Last week, Professor Jeff Sovern spoke at the 17th Conference of the International Association of Consumer Law at Indiana University Robert H. McKinney School of Law, Indianapolis, Indiana.
The IACL brings together consumer law professors from all over the world and this year’s edition included professors from New Zeeland, Japan, Africa, South America, Australia, and Hong Kong, as well as the United States. Sovern’s talk was titled “Do Markets Provide Consumer Protection?”
Professor Sovern’s recent op-eds include a June 11 Bloomberg Law Insight essay headlined CFPB Should Cut Back on Texts, Emails Debt Collectors Could Send, and a May 16 piece in The Conversation, which was reprinted widely, including by the Houston Chronicle, San Francisco Chronicle, and Fast Company, captioned Congress is considering privacy legislation – be afraid.
Bloomberg quoted Sovern in an April 18 article headlined Guns, Priests, and Drugs: New Targets for Old Consumer Laws and AdWeek quoted him on February 4 in an article, As Businesses Prep for California’s Data Privacy Law, They’re Also Fighting to Change It.
Sovern’s work also elicited attention in other forums. The Consumer Financial Protection Bureau cited two articles Sovern co-authored at various points in its proposed debt collection regulations. And in the last fortnight, two of his blog posts prompted news coverage by an industry publication (here and here).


What the task requires. Transcribe all of the records word for word, but omit the pictures.
********
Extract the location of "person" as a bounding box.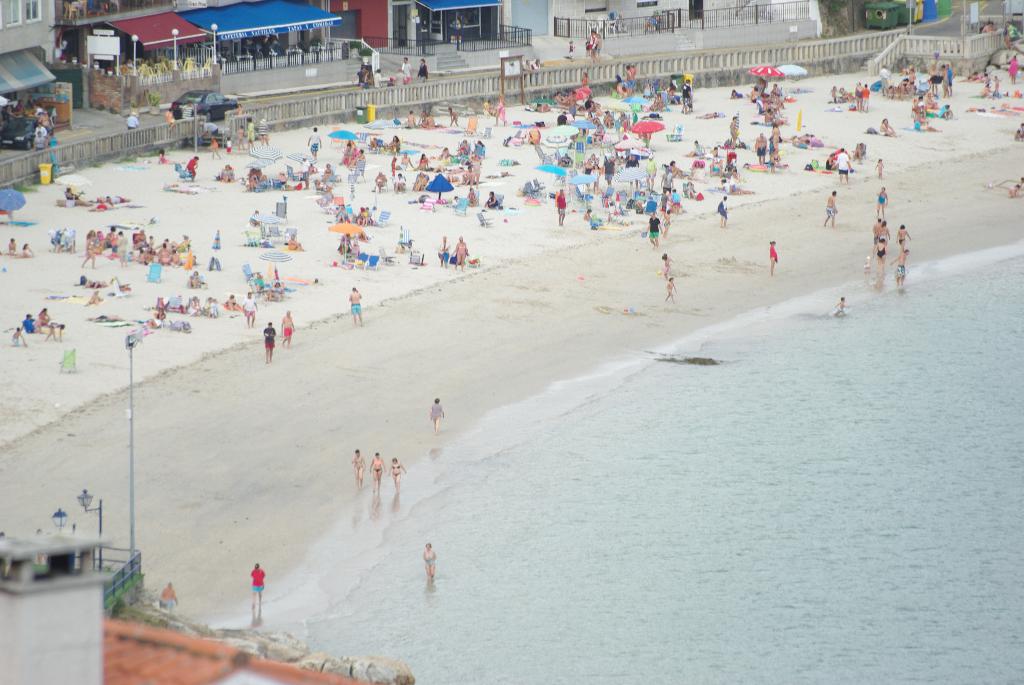
[348, 446, 360, 490].
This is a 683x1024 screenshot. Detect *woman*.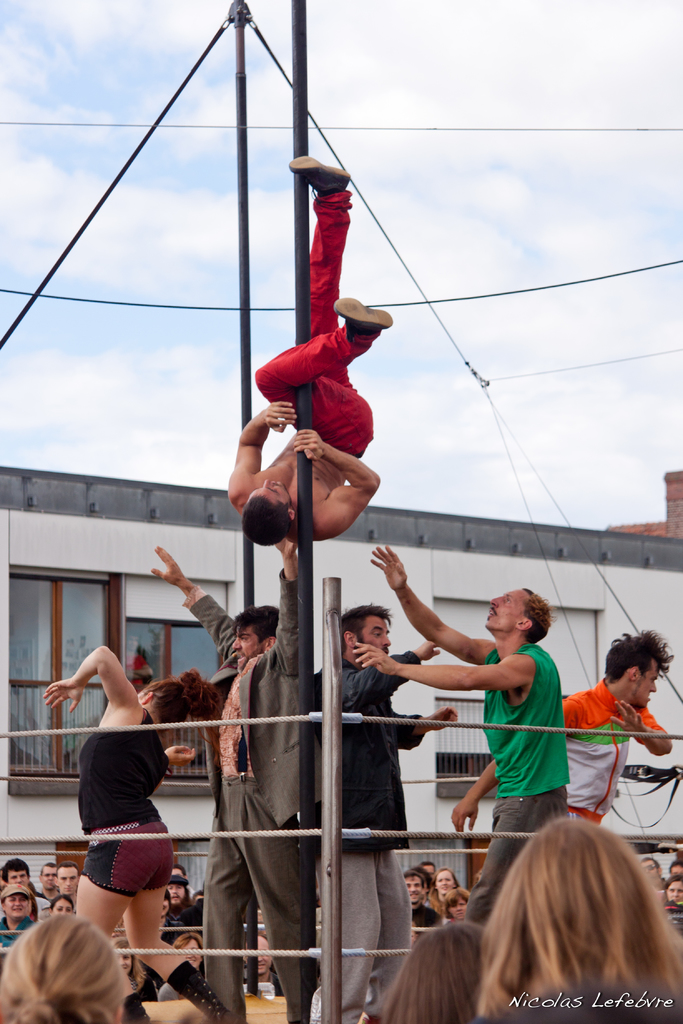
bbox=(0, 912, 135, 1023).
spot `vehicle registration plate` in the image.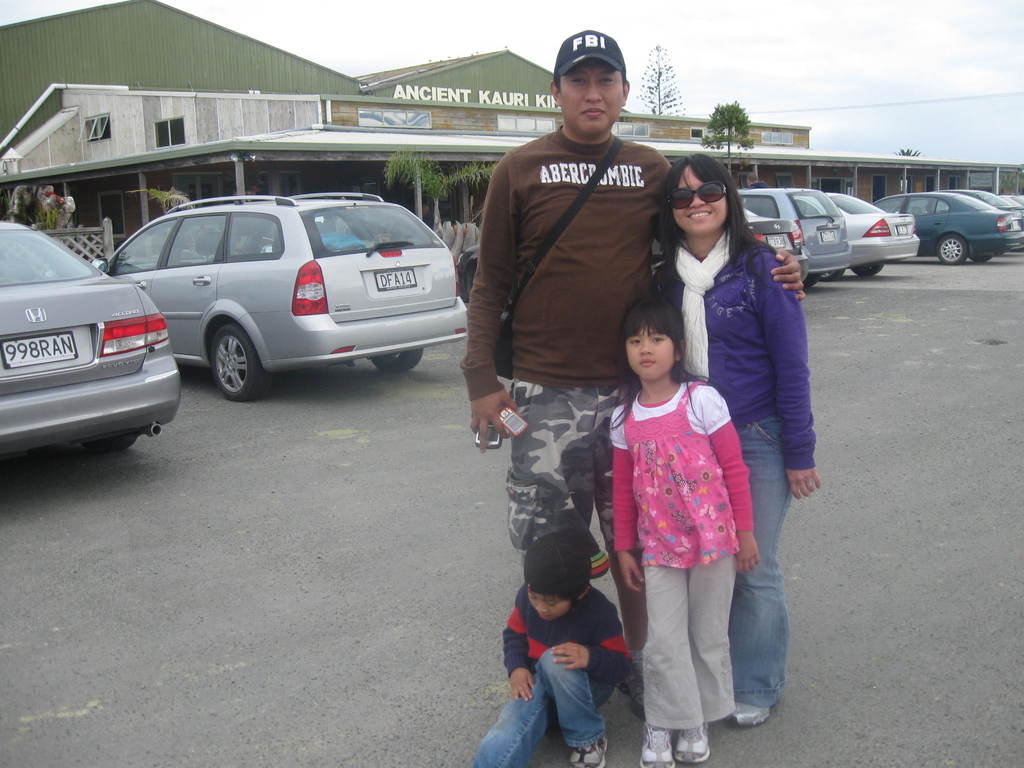
`vehicle registration plate` found at {"left": 372, "top": 267, "right": 417, "bottom": 293}.
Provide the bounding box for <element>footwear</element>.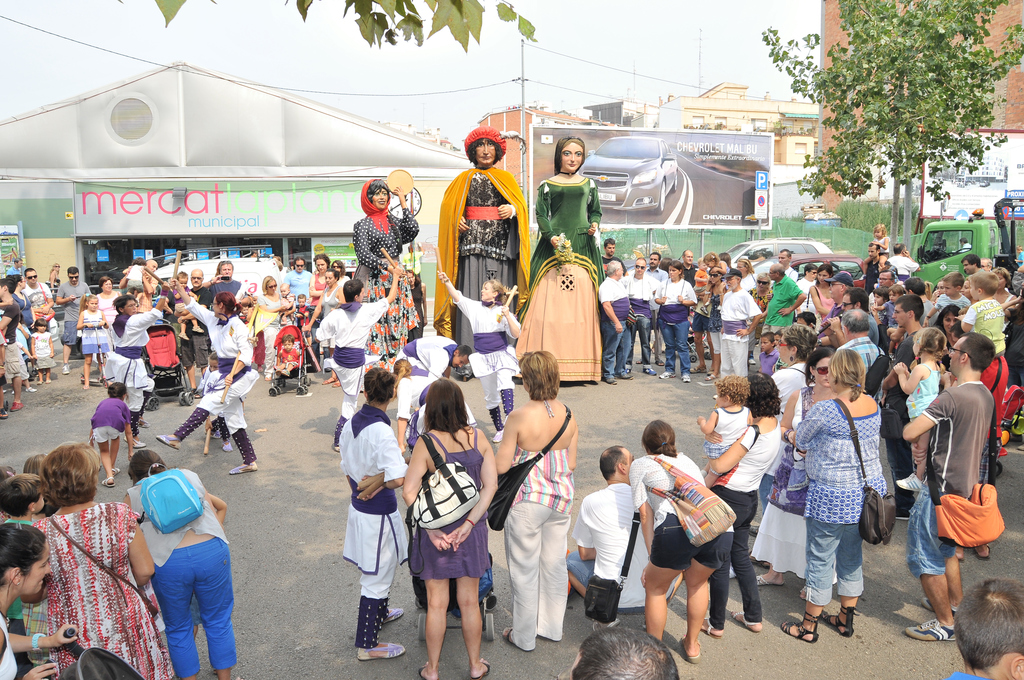
27:387:35:393.
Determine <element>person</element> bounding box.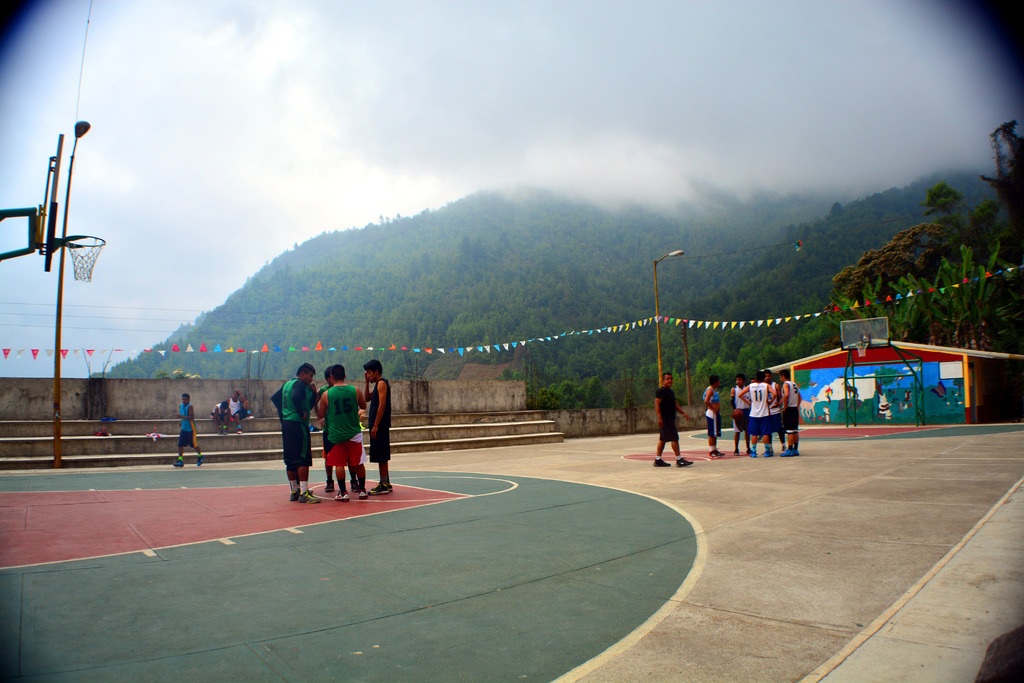
Determined: select_region(780, 367, 799, 462).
********
Solution for this exercise.
Extract the location of "person" as a bounding box.
[348, 446, 360, 490].
This is a 683x1024 screenshot. Detect *woman*.
bbox=(0, 912, 135, 1023).
spot `vehicle registration plate` in the image.
`vehicle registration plate` found at {"left": 372, "top": 267, "right": 417, "bottom": 293}.
Provide the bounding box for <element>footwear</element>.
27:387:35:393.
Determine <element>person</element> bounding box.
Determined: select_region(780, 367, 799, 462).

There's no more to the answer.